Invest in academics rather than aesthetics

It’s hard not to notice the construction on campus. Chances are, unless you’re the rare fan of lengthy detours or booming and blaring power tools, you haven’t taken too kindly to this construction, especially around the almost-finished $20 million Student Activities Center (SAC).

Unfortunately, such a scene is common across any institution of higher education in the country. The Chronicle of Higher Education reports on a tremendous college building boom over the past 15 years, especially in “the amenities: the climbing walls, the swank student unions and the luxury dorms.”

The fact is, such facets of campuses make college life more bearable and remain a huge draw for incoming freshmen. This university’s administration knows it too. Our brave members in P100 simultaneously walk backward, try not to look like tools in their khakis, and point out the wonders of the breathtaking SAC that will be finished in time for their campus visitors to move in.

Interestingly, a new report from researchers at the University of Michigan points out that these new amenities are a factor in students’ college enrollment decisions. However, the academically minded ones (that a rising university like UM would hope to attract) primarily decide, unsurprisingly, on the school’s academics.

Bells and whistles are enjoyable, and surely by this point we all can’t wait for that first Rathskeller pitcher. But investments in good resources, professors and research will sow the best rewards for universities and students alike.

It’s heartening that the total spent on the SAC, basically a glorified pub, is less than half of the $47 million on the RSMAS’s Marine Technology and Life Sciences Seawater Complex, or in English, science’s coolest wave pool.

Such decisions show that once the construction has stopped – that is hoping that this will be the end of it – our Alma Mater can focus on the most important part of the college experience: a solid education.

 

Patrick Quinlan is a freshman majoring in international studies and political science.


What is being asked
Write out the line that contains "please detect *vehicle* in the image.", then every following line to the end of the records below, with no other lines and no changes.
· · · ·
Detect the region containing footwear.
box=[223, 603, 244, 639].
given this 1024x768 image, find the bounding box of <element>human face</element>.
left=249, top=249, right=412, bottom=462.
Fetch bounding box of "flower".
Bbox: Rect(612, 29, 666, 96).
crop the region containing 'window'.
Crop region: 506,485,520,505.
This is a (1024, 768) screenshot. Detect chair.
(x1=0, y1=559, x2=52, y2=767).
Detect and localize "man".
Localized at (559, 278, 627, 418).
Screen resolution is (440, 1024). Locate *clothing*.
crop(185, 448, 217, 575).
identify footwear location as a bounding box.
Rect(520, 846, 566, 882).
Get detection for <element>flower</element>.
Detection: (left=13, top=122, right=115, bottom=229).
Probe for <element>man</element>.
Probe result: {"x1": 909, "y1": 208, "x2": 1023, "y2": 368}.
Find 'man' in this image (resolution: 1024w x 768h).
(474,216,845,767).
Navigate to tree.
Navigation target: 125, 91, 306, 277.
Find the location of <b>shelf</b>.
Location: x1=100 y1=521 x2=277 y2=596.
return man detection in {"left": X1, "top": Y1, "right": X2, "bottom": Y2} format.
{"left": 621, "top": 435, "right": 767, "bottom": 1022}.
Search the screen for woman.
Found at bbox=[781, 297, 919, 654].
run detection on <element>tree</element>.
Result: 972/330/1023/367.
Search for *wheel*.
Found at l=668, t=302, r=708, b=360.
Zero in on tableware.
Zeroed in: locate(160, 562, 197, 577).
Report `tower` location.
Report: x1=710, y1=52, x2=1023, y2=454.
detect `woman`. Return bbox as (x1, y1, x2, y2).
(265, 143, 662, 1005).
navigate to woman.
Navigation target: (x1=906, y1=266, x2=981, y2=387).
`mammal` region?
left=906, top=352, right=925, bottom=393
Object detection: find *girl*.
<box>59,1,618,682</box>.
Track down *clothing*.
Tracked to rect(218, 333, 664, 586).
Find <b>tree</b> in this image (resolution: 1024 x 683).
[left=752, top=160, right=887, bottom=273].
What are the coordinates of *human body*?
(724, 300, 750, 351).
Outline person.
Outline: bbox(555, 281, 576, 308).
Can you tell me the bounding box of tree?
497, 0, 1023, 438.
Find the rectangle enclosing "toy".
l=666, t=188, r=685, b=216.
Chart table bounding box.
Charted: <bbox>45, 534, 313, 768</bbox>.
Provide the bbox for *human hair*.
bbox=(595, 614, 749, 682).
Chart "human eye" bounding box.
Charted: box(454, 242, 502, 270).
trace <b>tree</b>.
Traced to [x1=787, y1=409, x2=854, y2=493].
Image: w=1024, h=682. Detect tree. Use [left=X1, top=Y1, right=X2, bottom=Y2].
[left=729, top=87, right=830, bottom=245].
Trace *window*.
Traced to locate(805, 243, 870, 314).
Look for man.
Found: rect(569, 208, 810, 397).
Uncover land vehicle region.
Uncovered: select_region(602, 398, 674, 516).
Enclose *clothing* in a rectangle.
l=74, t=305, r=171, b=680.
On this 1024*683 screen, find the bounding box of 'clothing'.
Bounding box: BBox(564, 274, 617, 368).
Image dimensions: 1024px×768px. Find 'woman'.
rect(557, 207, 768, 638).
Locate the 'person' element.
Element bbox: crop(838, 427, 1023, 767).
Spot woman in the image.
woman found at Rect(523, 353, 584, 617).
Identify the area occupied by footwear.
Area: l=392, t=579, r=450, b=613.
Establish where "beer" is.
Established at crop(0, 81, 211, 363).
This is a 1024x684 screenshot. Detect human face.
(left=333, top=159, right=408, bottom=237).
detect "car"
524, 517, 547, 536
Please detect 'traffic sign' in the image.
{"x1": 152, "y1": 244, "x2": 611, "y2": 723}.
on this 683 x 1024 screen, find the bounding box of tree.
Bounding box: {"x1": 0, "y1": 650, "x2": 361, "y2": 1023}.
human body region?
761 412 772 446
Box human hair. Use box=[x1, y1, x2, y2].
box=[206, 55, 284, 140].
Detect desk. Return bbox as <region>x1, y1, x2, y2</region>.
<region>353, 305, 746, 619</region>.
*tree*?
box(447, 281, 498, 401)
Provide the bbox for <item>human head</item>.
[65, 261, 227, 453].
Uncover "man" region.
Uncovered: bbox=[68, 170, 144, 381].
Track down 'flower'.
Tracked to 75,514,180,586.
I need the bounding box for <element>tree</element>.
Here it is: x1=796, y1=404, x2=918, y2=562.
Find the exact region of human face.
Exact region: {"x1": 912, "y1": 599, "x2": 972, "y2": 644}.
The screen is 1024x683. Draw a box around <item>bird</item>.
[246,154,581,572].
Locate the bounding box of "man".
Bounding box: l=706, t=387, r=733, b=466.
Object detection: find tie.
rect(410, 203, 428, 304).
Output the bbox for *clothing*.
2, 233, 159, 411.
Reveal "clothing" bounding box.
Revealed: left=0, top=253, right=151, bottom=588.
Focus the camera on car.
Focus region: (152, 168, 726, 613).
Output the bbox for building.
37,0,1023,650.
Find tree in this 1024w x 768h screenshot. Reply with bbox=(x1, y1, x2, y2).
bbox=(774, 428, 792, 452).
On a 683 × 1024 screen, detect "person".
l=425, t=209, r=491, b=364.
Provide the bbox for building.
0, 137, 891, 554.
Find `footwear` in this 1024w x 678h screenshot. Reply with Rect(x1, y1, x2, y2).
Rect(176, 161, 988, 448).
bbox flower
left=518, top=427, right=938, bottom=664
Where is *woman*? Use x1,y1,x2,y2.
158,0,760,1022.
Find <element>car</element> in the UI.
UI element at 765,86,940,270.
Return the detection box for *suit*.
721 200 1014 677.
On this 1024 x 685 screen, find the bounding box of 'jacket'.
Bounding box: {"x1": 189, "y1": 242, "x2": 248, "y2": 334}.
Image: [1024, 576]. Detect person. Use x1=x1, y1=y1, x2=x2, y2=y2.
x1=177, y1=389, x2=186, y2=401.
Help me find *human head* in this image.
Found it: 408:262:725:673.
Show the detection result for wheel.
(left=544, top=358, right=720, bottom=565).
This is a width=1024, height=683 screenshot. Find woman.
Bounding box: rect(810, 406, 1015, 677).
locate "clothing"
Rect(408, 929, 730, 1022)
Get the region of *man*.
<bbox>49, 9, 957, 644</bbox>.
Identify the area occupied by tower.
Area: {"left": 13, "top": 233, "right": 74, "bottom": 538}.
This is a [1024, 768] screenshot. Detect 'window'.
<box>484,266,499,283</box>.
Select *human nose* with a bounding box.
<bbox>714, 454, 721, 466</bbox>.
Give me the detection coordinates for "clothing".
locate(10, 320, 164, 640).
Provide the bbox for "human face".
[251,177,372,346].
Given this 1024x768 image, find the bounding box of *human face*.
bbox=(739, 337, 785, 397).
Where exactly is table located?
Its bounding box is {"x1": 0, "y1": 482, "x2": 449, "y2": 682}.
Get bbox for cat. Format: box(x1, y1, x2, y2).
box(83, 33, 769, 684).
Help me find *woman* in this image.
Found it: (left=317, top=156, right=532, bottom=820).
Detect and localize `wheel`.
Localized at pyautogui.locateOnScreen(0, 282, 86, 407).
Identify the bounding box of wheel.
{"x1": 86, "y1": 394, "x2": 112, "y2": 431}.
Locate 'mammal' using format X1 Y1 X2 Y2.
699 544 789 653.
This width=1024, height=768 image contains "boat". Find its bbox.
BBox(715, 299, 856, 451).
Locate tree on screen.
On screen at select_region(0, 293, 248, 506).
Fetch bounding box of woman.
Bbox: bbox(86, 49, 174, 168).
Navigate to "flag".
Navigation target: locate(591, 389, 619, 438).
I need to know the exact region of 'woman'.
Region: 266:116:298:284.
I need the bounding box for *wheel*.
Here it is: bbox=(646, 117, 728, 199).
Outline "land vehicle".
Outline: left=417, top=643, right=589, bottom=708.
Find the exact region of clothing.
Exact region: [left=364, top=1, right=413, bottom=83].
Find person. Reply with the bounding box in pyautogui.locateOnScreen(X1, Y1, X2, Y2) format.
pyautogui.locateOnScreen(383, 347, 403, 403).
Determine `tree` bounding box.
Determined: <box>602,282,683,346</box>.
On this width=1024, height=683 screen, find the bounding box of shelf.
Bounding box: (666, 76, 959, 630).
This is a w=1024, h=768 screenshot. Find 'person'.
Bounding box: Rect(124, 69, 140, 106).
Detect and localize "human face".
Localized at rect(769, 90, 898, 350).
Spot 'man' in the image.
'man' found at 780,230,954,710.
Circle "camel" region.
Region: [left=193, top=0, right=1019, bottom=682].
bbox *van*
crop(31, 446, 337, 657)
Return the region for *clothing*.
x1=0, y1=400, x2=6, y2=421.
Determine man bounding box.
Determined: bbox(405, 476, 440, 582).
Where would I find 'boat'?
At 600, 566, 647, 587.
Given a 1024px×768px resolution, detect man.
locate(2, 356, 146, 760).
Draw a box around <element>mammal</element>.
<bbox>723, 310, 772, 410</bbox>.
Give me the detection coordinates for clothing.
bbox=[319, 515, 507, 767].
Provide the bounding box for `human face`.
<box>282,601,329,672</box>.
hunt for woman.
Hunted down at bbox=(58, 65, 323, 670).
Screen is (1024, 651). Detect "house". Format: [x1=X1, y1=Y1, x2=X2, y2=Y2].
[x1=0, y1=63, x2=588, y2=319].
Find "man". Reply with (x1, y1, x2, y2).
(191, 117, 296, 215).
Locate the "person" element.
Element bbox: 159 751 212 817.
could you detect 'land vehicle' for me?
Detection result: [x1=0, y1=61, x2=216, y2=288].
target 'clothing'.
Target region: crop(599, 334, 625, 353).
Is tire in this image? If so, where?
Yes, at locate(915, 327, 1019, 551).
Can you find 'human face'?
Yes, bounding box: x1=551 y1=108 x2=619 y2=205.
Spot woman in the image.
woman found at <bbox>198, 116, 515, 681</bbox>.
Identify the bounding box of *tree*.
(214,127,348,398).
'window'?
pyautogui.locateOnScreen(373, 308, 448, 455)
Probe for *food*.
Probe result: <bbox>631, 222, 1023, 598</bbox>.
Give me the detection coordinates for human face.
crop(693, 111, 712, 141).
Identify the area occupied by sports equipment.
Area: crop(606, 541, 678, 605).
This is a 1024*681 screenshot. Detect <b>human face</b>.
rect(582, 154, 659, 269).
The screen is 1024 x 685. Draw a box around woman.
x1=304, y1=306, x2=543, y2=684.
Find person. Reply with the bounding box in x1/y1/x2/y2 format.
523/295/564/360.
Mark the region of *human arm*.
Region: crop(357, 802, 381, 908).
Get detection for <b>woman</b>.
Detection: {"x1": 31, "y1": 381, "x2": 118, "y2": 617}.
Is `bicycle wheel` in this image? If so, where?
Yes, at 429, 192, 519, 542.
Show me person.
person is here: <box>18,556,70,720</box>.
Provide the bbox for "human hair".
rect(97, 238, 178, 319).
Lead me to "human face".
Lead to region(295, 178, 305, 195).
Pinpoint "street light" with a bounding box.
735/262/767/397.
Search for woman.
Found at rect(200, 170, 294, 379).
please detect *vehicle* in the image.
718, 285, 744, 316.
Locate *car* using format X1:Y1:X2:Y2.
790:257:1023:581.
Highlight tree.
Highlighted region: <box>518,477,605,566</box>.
· · · ·
Answer section
please detect *vehicle* in the image.
718, 285, 744, 316.
Locate *car* using format X1:Y1:X2:Y2.
790:257:1023:581.
Highlight tree.
Highlighted region: <box>518,477,605,566</box>.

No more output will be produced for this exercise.